Numerical examples from the BlockStab toolbox are included throughout, to help compare variants and illustrate the effects of different choices of intraorthogonalization subroutines.


 

Mon, 08 Apr 2024

11:00 - 12:00
Lecture Room 3

Heavy-Tailed Large Deviations and Sharp Characterization of Global Dynamics of SGDs in Deep Learning

Chang-Han Rhee
(Northwestern University, USA)
Abstract

While the typical behaviors of stochastic systems are often deceptively oblivious to the tail distributions of the underlying uncertainties, the ways rare events arise are vastly different depending on whether the underlying tail distributions are light-tailed or heavy-tailed. Roughly speaking, in light-tailed settings, a system-wide rare event arises because everything goes wrong a little bit as if the entire system has conspired up to provoke the rare event (conspiracy principle), whereas, in heavy-tailed settings, a system-wide rare event arises because a small number of components fail catastrophically (catastrophe principle). In the first part of this talk, I will introduce the recent developments in the theory of large deviations for heavy-tailed stochastic processes at the sample path level and rigorously characterize the catastrophe principle for such processes. 

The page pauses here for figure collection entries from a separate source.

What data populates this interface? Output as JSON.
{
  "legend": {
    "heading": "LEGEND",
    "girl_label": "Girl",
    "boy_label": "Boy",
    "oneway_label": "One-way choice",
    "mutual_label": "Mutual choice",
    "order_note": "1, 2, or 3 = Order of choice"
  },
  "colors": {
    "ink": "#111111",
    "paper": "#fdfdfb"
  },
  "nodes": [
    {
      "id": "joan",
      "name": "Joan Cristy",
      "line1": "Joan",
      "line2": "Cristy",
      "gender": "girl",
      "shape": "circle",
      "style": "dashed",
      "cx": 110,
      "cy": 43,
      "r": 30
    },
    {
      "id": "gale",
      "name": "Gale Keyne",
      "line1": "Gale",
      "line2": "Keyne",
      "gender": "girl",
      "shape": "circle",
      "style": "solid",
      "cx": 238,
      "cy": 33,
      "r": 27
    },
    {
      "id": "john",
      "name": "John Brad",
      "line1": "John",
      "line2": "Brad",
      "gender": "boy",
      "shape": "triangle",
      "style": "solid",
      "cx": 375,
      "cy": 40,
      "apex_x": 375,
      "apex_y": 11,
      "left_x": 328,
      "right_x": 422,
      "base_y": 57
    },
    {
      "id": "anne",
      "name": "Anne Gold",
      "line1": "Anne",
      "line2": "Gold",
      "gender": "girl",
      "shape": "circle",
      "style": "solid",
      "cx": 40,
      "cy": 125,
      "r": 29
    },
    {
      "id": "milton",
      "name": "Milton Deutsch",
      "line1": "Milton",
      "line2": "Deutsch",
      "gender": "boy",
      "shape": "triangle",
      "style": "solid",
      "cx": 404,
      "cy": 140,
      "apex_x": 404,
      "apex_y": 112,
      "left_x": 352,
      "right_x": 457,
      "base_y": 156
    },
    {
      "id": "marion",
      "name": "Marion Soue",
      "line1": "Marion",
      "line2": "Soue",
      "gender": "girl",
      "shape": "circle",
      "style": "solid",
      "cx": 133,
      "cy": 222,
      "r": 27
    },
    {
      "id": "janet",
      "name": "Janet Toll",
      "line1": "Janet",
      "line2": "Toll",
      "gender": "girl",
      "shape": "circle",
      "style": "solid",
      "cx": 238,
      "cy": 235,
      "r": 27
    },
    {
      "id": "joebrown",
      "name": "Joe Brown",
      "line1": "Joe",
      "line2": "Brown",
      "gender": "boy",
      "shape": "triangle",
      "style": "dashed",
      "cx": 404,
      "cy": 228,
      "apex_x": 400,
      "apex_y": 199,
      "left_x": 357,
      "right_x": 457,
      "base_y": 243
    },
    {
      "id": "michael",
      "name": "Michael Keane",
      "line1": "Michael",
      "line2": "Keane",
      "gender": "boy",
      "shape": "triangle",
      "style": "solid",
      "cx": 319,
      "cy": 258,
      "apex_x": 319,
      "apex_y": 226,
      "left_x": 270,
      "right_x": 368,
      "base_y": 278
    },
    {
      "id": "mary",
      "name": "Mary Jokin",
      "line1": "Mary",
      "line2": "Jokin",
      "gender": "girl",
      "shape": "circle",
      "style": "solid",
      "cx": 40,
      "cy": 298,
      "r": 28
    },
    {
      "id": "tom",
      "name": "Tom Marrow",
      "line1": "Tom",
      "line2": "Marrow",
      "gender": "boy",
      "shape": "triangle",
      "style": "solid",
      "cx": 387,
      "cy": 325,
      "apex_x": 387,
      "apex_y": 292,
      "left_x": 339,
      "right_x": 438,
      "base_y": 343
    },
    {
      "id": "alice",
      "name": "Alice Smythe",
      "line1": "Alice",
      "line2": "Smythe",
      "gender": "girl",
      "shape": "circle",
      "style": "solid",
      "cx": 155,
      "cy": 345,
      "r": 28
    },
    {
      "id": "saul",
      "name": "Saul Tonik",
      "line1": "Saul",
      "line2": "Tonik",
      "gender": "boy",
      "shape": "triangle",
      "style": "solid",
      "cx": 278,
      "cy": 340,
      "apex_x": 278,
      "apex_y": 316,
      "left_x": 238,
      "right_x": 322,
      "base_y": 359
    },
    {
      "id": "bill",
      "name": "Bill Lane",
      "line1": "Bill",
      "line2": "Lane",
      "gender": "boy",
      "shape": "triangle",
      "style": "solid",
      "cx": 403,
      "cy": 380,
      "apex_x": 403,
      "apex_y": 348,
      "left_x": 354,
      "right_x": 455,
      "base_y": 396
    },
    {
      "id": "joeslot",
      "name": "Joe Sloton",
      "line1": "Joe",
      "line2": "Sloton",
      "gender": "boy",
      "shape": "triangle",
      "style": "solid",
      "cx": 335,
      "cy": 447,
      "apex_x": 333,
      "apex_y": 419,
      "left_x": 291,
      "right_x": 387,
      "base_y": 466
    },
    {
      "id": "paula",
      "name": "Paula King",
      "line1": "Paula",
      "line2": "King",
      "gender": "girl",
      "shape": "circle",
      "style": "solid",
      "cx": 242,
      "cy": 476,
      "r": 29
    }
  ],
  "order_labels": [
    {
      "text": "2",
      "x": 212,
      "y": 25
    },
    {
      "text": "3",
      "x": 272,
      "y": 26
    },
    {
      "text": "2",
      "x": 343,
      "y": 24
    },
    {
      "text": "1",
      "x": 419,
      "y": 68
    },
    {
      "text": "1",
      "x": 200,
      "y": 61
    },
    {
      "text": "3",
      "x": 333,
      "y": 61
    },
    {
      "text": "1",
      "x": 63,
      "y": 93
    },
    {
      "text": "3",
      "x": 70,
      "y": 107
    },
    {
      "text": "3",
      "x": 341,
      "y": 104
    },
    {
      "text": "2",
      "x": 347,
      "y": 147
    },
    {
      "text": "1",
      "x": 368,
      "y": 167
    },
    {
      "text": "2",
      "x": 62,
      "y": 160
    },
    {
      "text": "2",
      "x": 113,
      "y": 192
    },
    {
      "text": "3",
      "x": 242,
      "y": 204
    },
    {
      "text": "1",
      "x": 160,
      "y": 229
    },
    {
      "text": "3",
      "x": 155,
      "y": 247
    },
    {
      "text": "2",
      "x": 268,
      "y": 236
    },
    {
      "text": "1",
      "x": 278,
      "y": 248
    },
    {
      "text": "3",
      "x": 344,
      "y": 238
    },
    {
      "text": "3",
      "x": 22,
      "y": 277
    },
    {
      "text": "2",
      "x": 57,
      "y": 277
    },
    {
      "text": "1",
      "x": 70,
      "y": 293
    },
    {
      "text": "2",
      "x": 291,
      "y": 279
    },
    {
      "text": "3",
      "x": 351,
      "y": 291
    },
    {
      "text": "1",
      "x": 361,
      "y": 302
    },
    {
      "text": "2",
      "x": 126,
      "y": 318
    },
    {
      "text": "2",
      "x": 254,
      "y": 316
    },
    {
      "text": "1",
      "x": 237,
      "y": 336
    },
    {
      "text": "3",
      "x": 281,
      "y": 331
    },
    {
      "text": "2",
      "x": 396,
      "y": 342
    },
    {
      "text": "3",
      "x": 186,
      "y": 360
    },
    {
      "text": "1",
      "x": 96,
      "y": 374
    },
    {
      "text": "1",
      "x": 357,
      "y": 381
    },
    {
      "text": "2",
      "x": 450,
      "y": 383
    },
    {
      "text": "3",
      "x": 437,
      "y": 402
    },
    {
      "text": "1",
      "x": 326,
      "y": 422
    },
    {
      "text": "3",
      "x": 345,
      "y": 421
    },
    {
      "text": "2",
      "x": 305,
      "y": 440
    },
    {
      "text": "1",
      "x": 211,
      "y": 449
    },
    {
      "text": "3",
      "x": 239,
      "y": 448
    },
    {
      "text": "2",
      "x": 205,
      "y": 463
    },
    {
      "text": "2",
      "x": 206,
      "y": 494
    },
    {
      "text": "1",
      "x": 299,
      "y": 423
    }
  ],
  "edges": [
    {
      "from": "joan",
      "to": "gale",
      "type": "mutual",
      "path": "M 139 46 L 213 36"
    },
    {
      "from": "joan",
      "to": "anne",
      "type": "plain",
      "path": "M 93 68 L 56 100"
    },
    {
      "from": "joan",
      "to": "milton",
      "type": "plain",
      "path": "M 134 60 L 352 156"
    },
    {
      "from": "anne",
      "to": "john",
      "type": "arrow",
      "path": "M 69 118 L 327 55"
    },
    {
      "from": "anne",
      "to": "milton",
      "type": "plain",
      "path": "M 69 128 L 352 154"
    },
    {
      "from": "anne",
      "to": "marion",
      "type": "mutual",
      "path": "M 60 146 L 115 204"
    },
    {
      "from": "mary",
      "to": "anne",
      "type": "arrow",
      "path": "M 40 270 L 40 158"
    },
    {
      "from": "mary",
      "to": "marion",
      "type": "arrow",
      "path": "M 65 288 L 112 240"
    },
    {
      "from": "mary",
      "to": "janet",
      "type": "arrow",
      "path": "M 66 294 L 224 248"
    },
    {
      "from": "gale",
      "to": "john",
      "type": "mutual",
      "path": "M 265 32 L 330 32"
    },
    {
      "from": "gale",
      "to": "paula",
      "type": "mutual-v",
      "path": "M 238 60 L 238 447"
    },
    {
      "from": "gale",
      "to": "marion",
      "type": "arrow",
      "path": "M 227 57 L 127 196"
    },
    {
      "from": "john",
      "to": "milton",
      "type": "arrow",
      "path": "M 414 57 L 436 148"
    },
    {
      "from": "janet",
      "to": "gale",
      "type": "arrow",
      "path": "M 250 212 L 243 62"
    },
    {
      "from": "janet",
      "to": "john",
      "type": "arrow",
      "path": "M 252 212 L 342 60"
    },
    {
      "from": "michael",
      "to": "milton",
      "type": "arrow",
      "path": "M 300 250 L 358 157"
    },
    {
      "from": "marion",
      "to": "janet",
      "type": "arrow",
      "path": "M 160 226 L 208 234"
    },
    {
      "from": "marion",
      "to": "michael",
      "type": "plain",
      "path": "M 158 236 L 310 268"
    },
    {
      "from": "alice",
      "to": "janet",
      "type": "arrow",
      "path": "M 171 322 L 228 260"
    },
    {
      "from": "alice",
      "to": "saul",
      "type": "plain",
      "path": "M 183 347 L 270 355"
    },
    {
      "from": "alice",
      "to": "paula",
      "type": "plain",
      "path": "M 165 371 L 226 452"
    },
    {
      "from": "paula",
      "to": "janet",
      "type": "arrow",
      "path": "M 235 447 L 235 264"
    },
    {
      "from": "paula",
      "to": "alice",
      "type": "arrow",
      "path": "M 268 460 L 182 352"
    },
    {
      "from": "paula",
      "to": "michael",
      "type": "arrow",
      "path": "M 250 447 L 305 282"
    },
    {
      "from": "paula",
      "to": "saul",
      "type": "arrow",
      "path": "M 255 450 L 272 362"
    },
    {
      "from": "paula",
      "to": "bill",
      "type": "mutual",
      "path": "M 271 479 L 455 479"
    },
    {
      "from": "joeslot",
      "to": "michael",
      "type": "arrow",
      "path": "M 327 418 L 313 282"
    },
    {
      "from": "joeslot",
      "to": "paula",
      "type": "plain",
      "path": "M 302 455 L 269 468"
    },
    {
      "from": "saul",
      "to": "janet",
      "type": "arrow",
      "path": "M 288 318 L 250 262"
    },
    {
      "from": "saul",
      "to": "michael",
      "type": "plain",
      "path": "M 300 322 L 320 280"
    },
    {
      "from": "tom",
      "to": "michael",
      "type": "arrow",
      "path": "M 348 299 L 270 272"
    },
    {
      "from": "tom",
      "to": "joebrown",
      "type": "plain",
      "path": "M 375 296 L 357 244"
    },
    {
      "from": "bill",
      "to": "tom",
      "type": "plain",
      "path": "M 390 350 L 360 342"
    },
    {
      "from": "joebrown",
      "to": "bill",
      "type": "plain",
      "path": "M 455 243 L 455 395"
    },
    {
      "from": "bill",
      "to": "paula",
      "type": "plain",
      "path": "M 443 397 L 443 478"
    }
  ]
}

The empirical success of deep learning is often attributed to the mysterious ability of stochastic gradient descents (SGDs) to avoid sharp local minima in the loss landscape, as sharp minima are believed to lead to poor generalization. To unravel this mystery and potentially further enhance such capability of SGDs, it is imperative to go beyond the traditional local convergence analysis and obtain a comprehensive understanding of SGDs' global dynamics within complex non-convex loss landscapes. In the second part of this talk, I will characterize the global dynamics of SGDs building on the heavy-tailed large deviations and local stability framework developed in the first part. This leads to the heavy-tailed counterparts of the classical Freidlin-Wentzell and Eyring-Kramers theories. Moreover, we reveal a fascinating phenomenon in deep learning: by injecting and then truncating heavy-tailed noises during the training phase, SGD can almost completely avoid sharp minima and hence achieve better generalization performance for the test data.  

 

This talk is based on the joint work with Mihail Bazhba, Jose Blanchet, Bohan Chen, Sewoong Oh, Zhe Su, Xingyu Wang, and Bert Zwart.

Thu, 13 Jun 2024

14:00 - 15:00
Lecture Room 3

A New Two-Dimensional Model-Based Subspace Method for Large-Scale Unconstrained Derivative-Free Optimization: 2D-MoSub

Pengcheng Xie
(Chinese Academy of Sciences)
Abstract

This seminar will introduce 2D-MoSub, a derivative-free optimization method based on the subspace method and quadratic models, specifically tackling large-scale derivative-free problems. 2D-MoSub combines 2-dimensional quadratic interpolation models and trust-region techniques to update the points and explore the 2-dimensional subspace iteratively. Its framework includes constructing the interpolation set, building the quadratic interpolation model, performing trust-region trial steps, and updating the trust-region radius and subspace. Computation details and theoretical properties will be discussed. Numerical results demonstrate the advantage of 2D-MoSub.

 

Short Bio:
Pengcheng Xie, PhD (Chinese Academy of Sciences), is joining Lawrence Berkeley National Laboratory as a postdoctoral scholar specializing in mathematical optimization and numerical analysis. He has developed optimization methods, including 2D-MoSub and SUSD-TR. Pengcheng has published in major journals and presented at ISMP 2024 (upcoming), ICIAM 2023, and CSIAM 2022. He received the Hua Loo-keng scholarship in 2019 and the CAS-AMSS Presidential scholarship in 2023.